Housing: This gets interesting. First, no principal deduction. Second, interest is only deductible if the house is completed within three years of the loan commencement. (And the pre-completion interest is amortized forward over five equal yearly installments. You don’t get the deduction during the pre-completion phase) The interest deduction limit is Rs. 150,000.

Higher Education loan interest is deductible for seven years, but it’s gotta be from a bank or FI (not relatives) and for a course the govt. recognizes. (Sorry, IIPM. Perhaps even ISB will not qualify!)

Medical expenses get a 40K deduction if you actually spend the money on medical treatment. 60K for treatment of senior citizens. Oh, and if you get insurance, that much is not counted.

Tax slabs: Upto 200,000 a year, no tax.
Rs. 200,000 to 500,000: 10%
Rs. 500,000 to 10 lakhs: 20%
> 10 lakhs: 30%.

It’s progressive, and slabbed. For senior citizens (65+), the first slab is 250,000. For companies, the rate is 30%, and Minimum Alternate Tax is 20% (but you can claim it back within 15 years)

Dividends and Insurance income distribution from “Equity Oriented Insurance Schemes” (ULIPs) get taxed – at 5%. The 15% dividend distribution tax stays. That means to go through equity mutual funds you actually pay a lot – first companies pay 15% tax on dividends, then the mutual funds get a tax hit of another 5%.

Wealth tax: 1% of whatever’s above 1 crore rupees, every year. But not including the house you live in. This is just horrible, but amounts to just 1% more income tax, if you look at it. But if someone has money in illiquid assets like multiple houses, or equity, they’ll find the going tough. Think of the promoters of Indian companies!

With about 35 lakh crores under private sector ownership, that alone will give the government more than 30,000 cr. of wealth tax revenue.

But the section actually doesn’t count assets like shares and bonds! This needs lawyer input but it seems like for wealth, they consider land, farm houses, cars/yacht/aircraft, jewellery and bullion, antiques and paintings, expensive watches, cash, and shares held in foreign companies. Nothing about Indian company shares, or bonds, or mutual funds.

EEE or EET: NPS goes Exempt on withdrawal – commutation of pension (lumpsums) upto 1/3rd or 50% of the amount in different cases.

Life insurance paid on death is exempt.

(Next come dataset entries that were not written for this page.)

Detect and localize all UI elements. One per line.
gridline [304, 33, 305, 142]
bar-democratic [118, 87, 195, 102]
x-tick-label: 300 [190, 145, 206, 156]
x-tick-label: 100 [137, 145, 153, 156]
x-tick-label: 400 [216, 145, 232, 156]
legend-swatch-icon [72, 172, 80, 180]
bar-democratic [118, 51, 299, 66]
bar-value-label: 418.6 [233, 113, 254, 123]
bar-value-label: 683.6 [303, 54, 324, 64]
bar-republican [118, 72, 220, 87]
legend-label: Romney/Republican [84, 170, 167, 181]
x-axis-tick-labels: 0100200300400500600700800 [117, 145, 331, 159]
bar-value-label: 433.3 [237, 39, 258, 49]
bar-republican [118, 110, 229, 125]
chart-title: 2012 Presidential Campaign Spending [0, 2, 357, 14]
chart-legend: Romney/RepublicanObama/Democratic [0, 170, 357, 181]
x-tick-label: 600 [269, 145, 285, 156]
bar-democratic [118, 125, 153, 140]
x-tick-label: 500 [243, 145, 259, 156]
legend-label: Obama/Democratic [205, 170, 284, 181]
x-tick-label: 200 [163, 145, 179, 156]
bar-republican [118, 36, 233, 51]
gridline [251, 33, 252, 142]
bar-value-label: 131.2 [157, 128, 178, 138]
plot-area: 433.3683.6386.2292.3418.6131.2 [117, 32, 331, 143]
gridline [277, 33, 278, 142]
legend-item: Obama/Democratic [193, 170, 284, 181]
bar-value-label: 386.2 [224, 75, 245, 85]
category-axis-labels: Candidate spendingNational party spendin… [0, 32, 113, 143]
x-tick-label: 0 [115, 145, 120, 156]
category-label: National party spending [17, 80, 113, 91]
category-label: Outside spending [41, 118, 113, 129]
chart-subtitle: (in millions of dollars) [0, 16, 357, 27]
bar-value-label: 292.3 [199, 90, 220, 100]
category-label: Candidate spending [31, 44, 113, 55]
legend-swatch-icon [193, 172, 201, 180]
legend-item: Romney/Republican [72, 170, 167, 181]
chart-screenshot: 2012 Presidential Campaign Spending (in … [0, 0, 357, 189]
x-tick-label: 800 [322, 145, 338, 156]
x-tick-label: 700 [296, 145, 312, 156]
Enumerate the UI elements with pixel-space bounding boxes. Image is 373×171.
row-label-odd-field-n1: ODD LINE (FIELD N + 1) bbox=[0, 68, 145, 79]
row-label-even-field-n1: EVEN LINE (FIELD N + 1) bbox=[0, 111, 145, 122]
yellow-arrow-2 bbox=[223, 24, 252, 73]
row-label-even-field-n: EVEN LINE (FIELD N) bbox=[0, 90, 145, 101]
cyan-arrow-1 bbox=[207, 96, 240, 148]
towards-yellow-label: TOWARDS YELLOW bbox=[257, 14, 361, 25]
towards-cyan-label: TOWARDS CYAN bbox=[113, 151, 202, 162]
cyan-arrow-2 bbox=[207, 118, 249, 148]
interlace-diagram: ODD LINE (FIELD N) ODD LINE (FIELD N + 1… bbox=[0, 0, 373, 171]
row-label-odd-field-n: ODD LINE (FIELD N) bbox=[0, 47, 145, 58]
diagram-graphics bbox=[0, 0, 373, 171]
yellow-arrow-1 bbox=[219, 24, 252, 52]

This is still a great way to transfer assets without a will.

All exemptions for donations to non-profits, political parties etc. stay.

Nothing much changes, really, other than a few exemptions gone, and wider tax slabs. Retaining LTCG at zero for equity markets is good, of course, but it won’t last that long. Wealth tax can be a huge issue or a non-issue, if there is clarity on whether it applies on share/bond holding.

To me this is no big deal – just business as usual. But the equity markets have reason to rejoice.